Two strangers, both at the end of their rope, suddenly meet in the middle of the unpredictable waters of Lake Michigan.
When Allied forces liberated the Nazi concentration camps in 1944-45, their terrible discoveries were recorded by army and newsreel cameramen, revealing for the first time the full horror of what had happened. Making use of British, Soviet and American footage, the Ministry of Information’s Sidney Bernstein (later founder of Granada Television) aimed to create a documentary that would provide lasting, undeniable evidence of the Nazis’ unspeakable crimes.

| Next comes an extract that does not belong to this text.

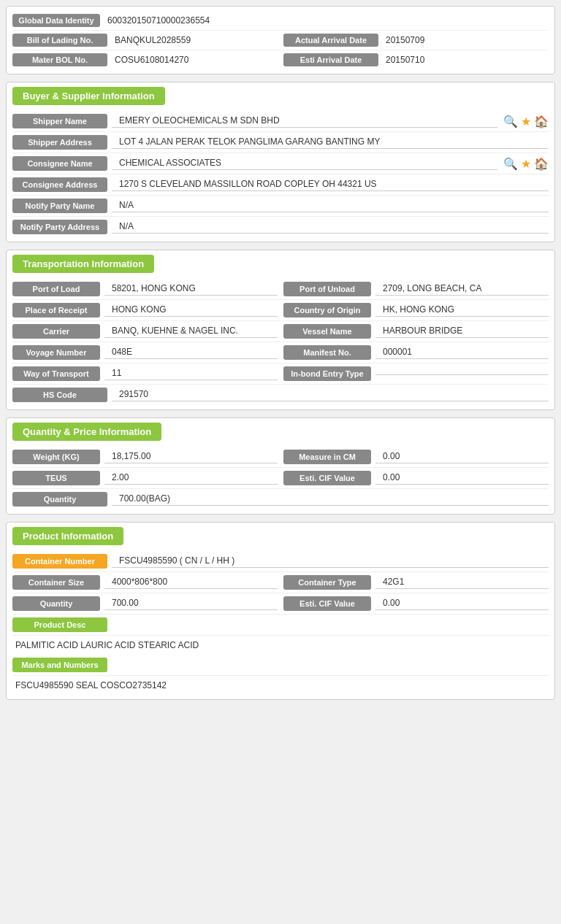 The image size is (561, 924). What do you see at coordinates (56, 353) in the screenshot?
I see `voyage-number-label: Voyage Number` at bounding box center [56, 353].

He commissioned a wealth of British talent, including editor Stewart McAllister, writer and future cabinet minister Richard Crossman – and, as treatment advisor, his friend Alfred Hitchcock. Yet, despite initial support from the British and US Governments, the film was shelved, and only now, 70 years on, has it been restored and completed by Imperial War Museums under its original title "German Concentration Camps Factual Survey".
Spolužiak
An account of the life and work of the Polish writer Stanisław Lem (1921-2006), a key figure in science fiction literature involved in mysteries and paradoxes that need to be enlightened.

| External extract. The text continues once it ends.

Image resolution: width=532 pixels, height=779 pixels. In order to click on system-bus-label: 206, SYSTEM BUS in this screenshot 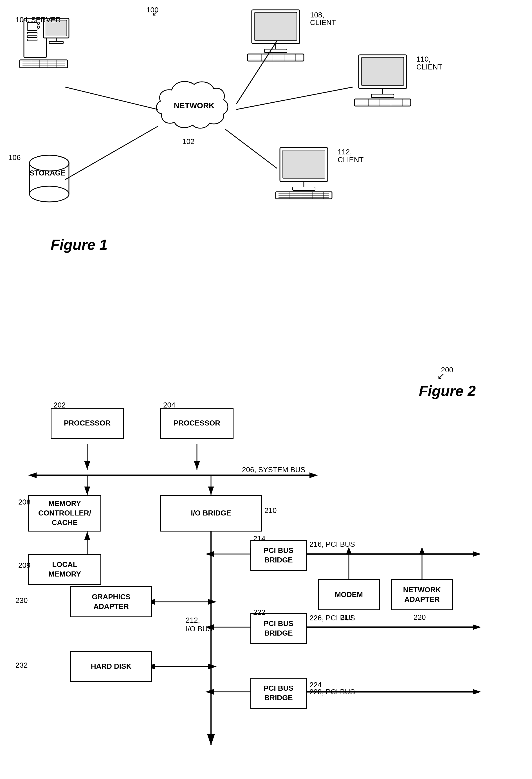, I will do `click(274, 470)`.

In the Second World War, spring 1944: shortly before the planned Ardennes offensive, Germans and Americans stand waiting on the German-Belgian border. The small Eifel village of Winterspelt threatens to become the scene of a bloody battle. A German officer comes up with a plan to hand over his battalion to the Americans without a fight. He finds support from three inhabitants of the small village, who help him to present his offer of surrender to the Americans, which they ultimately reject.
The fourth film in Shin-Ei's series of annual WWII themed anime television movies for children "Sensou Douwa".

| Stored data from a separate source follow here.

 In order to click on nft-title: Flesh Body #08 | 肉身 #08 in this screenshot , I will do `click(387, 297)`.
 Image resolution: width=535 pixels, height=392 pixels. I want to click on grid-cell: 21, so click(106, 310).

Documentary detailing the successful Operation Mincemeat in 1943, which led to the Allies successfully invading Sicily and the war turning in their favour.
It was autumn 1939, shortly after the attack on Poland by the German army. The military component of the Slovak State are allies of the Nazis, and with them came on Polish territory. They're alongside the mighty army of Hitler's occupation force. In the decimated Polish town the Commander of the Slovak company Major Valenta issues orders that all residents surrender weapons if they own any. Insubordination will be punishable by death. Shortly after, the charming young Polish lady Žofie reports Valenta about: Professor Klosowski, who is Professor of Botany at the local high school, said to be hiding out at home in the library of the gun. Valenta reluctantly executes search warrant and weapon is found, but it is immediately clear that the old Professor became the victim of misunderstandings or possible fraud. To his surprise, he soon discovers that Sophie has a close relationship with Klosowski. But just before he fathoms the mystery, the occupation machinery executes havoc.
In the darkest days of World War II, St. Peter's was shrouded in the shadow of the swastika. But even as the Führer surrounded him, the Pope was plotting a secret counter-offensive. Wartime Pontiff Pius XII has been derided for his public silence about the Holocaust. But evidence suggests his silence may have been subterfuge.
Steven Okazaki presents a deeply moving look at the painful legacy of the first -- and hopefully last -- uses of nuclear weapons in war. Featuring interviews with fourteen atomic bomb survivors - many who have never spoken publicly before - and four Americans intimately involved in the bombings, White Light/Black Rain provides a detailed exploration of the bombings and their aftermath.
On June 10, 1944, the SS murdered nearly the entire population of the French village of Oradour. The ruins still stand, the population is buried in the cemetery. Only one person has ever been convicted of this crime: the former SS-Obersturmführer Heinz Barth.